Hi everyone, Scott Munden here from the Huntleigh group.

Welcome to part one of our eight part series of shorts on active listening.

We had gotten some feedback from our previous posts related to active listening, so we decided to do a little bit more of a deep dive.

We broke it into eight parts, eight different areas of active listening, so that we could post them here.

In short, at the end we’ll go end to end and post these as a compilation huntleigh.com search video or on our YouTube channel.

But our topic for today is called full attention.

And in the introduction to this series, I talked about creating space between the action and the reaction relative to communications. What that means is really giving someone your full attention.

I think we probably all know people that are able to immediately immerse themselves in a conversation and you get that sense that they’re tuned in, they’re dialed into what you’re saying, and they’re absorbing everything. Not all of us, at least me, don’t have that ability. So I have to practice some techniques in order to give my full attention.

The first one is just the contact, if it’s appropriate, making eye contact, observing the body language. As we all know, 80% of those of the message comes in nonverbal cues. So if I’m giving you my full attention, absorbing everything that you’re telling me by observing you,

I’m going to get a better chunk of that message. What you’re really trying to tell me, the other part is clearing the clutter or clearing the distractions. What I mean by that, again, back to creating the space is really not letting your mind run.

If you were just in a meeting, or if you were working on something and someone’s communicating with you, pause. Give them your full attention. But in your mind, don’t be thinking about what you just left or don’t be.

More importantly, don’t be trying to formulate your response. Absorb everything they’re saying to you. Create that space for yourself so that you truly are understanding what they’re saying to you, and then you can provide a response if it’s even necessary. So that’s what we mean by full attention.

And let me put up the graphic just so you have the full description.

So that’s part one of eight in our series on active listening Full attention.

Hopefully that was useful for you. I’ll look forward to delivering the other seven in the series of shorts. Thanks for your time. We’ll see you soon.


TASK INSTRUCTIONS - One number is all that is asked for: the number of lines below that hold the string "type".
(EXTRACTED RECORDS)
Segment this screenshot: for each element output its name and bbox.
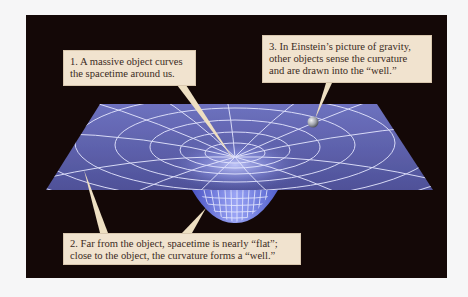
- spacetime-sheet: [26, 65, 447, 215]
- pointer-callout-2-well: [182, 208, 206, 233]
- orbiting-ball: [308, 117, 319, 128]
- callout-1: 1. A massive object curves the spacetime…: [63, 50, 196, 86]
- callout-2-line-1: 2. Far from the object, spacetime is nea…: [70, 238, 294, 250]
- callout-3-line-1: 3. In Einstein’s picture of gravity,: [269, 41, 425, 53]
- callout-1-line-2: the spacetime around us.: [70, 68, 189, 80]
- callout-3: 3. In Einstein’s picture of gravity, oth…: [262, 35, 432, 83]
- gravity-well: [192, 190, 278, 223]
- callout-3-line-2: other objects sense the curvature: [269, 53, 425, 65]
- callout-3-line-3: and are drawn into the “well.”: [269, 65, 425, 77]
- callout-1-line-1: 1. A massive object curves: [70, 56, 189, 68]
- callout-2-line-2: close to the object, the curvature forms…: [70, 250, 294, 262]
- spacetime-figure-panel: 1. A massive object curves the spacetime…: [26, 15, 447, 278]
- callout-2: 2. Far from the object, spacetime is nea…: [63, 233, 301, 265]
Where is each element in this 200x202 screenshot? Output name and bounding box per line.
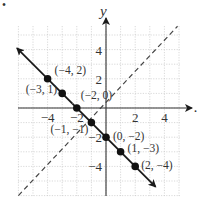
data-point — [44, 75, 52, 83]
corner-mark: • — [2, 0, 6, 11]
x-tick-label: 4 — [161, 110, 168, 125]
y-tick-label: 2 — [96, 72, 103, 87]
y-axis-label: y — [98, 3, 107, 19]
x-tick-label: 2 — [132, 110, 139, 125]
data-point — [117, 148, 125, 156]
point-label: (−1, −1) — [51, 123, 89, 136]
y-tick-label: 4 — [96, 43, 103, 58]
point-label: (2, −4) — [141, 159, 173, 172]
data-point — [88, 119, 96, 127]
x-axis-label: . — [194, 99, 198, 115]
point-label: (−2, 0) — [81, 89, 113, 102]
data-point — [131, 163, 139, 171]
data-point — [102, 133, 110, 141]
point-label: (−3, 1) — [26, 83, 58, 96]
point-label: (−4, 2) — [55, 64, 87, 77]
y-tick-label: −4 — [88, 159, 102, 174]
data-point — [58, 90, 66, 98]
coordinate-plane: −4−22442−2−4 (−4, 2)(−3, 1)(−2, 0)(−1, −… — [0, 0, 200, 202]
y-tick-label: −2 — [88, 130, 102, 145]
point-label: (1, −3) — [128, 142, 160, 155]
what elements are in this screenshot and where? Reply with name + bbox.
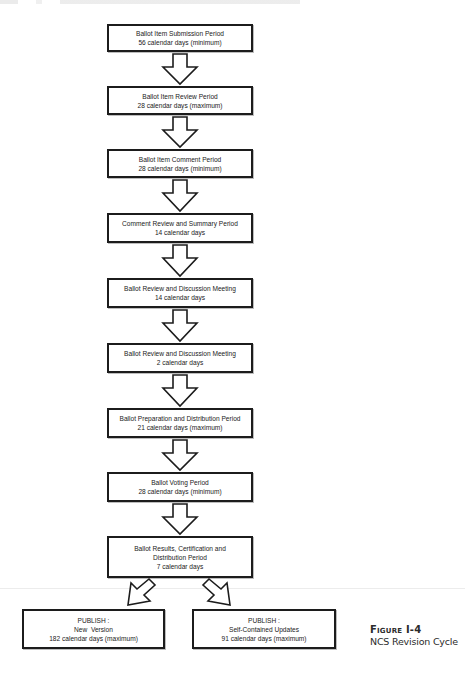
step-title-line2: Distribution Period [153,553,207,562]
step-duration: 28 calendar days (maximum) [137,101,222,110]
step-box-voting-period: Ballot Voting Period 28 calendar days (m… [107,472,253,502]
down-arrow-icon [161,53,199,85]
step-box-review-discussion-meeting-2: Ballot Review and Discussion Meeting 2 c… [107,343,253,373]
figure-title: NCS Revision Cycle [370,636,458,648]
outcome-type: Self-Contained Updates [229,625,299,634]
step-duration: 28 calendar days (minimum) [138,487,221,496]
step-title: Ballot Item Submission Period [136,29,224,38]
figure-label: Figure I-4 [370,624,458,636]
outcome-duration: 91 calendar days (maximum) [221,634,306,643]
page-header-clipped [0,0,300,4]
step-box-comment-period: Ballot Item Comment Period 28 calendar d… [107,149,253,178]
step-duration: 2 calendar days [157,358,204,367]
step-box-review-period: Ballot Item Review Period 28 calendar da… [107,86,253,115]
down-arrow-icon [161,116,199,148]
down-right-arrow-icon [200,578,234,608]
down-arrow-icon [161,309,199,342]
step-title: Ballot Item Review Period [142,92,218,101]
step-duration: 56 calendar days (minimum) [138,38,221,47]
step-duration: 14 calendar days [155,228,205,237]
down-arrow-icon [161,179,199,212]
down-arrow-icon [161,503,199,535]
outcome-label: PUBLISH : [248,616,280,625]
step-title: Ballot Preparation and Distribution Peri… [120,414,241,423]
down-left-arrow-icon [124,578,158,608]
outcome-type: New Version [74,625,113,634]
step-title-line1: Ballot Results, Certification and [134,544,226,553]
outcome-box-self-contained-updates: PUBLISH : Self-Contained Updates 91 cale… [192,609,336,649]
down-arrow-icon [161,374,199,407]
step-duration: 28 calendar days (minimum) [138,164,221,173]
step-box-results-certification-distribution: Ballot Results, Certification and Distri… [107,536,253,578]
step-duration: 14 calendar days [155,293,205,302]
step-box-submission-period: Ballot Item Submission Period 56 calenda… [107,24,253,52]
step-box-comment-review-summary: Comment Review and Summary Period 14 cal… [107,213,253,243]
step-duration: 7 calendar days [157,562,204,571]
step-box-preparation-distribution: Ballot Preparation and Distribution Peri… [107,408,253,438]
down-arrow-icon [161,439,199,471]
step-title: Ballot Item Comment Period [139,155,221,164]
step-title: Ballot Review and Discussion Meeting [124,284,236,293]
step-duration: 21 calendar days (maximum) [137,423,222,432]
step-title: Ballot Review and Discussion Meeting [124,349,236,358]
step-box-review-discussion-meeting-14: Ballot Review and Discussion Meeting 14 … [107,278,253,308]
outcome-duration: 182 calendar days (maximum) [49,634,138,643]
figure-caption: Figure I-4 NCS Revision Cycle [370,624,458,648]
outcome-label: PUBLISH : [78,616,110,625]
outcome-box-new-version: PUBLISH : New Version 182 calendar days … [22,609,165,649]
down-arrow-icon [161,244,199,277]
step-title: Comment Review and Summary Period [122,219,238,228]
step-title: Ballot Voting Period [151,478,209,487]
(End EXTRACTED RECORDS)
RESULT - 2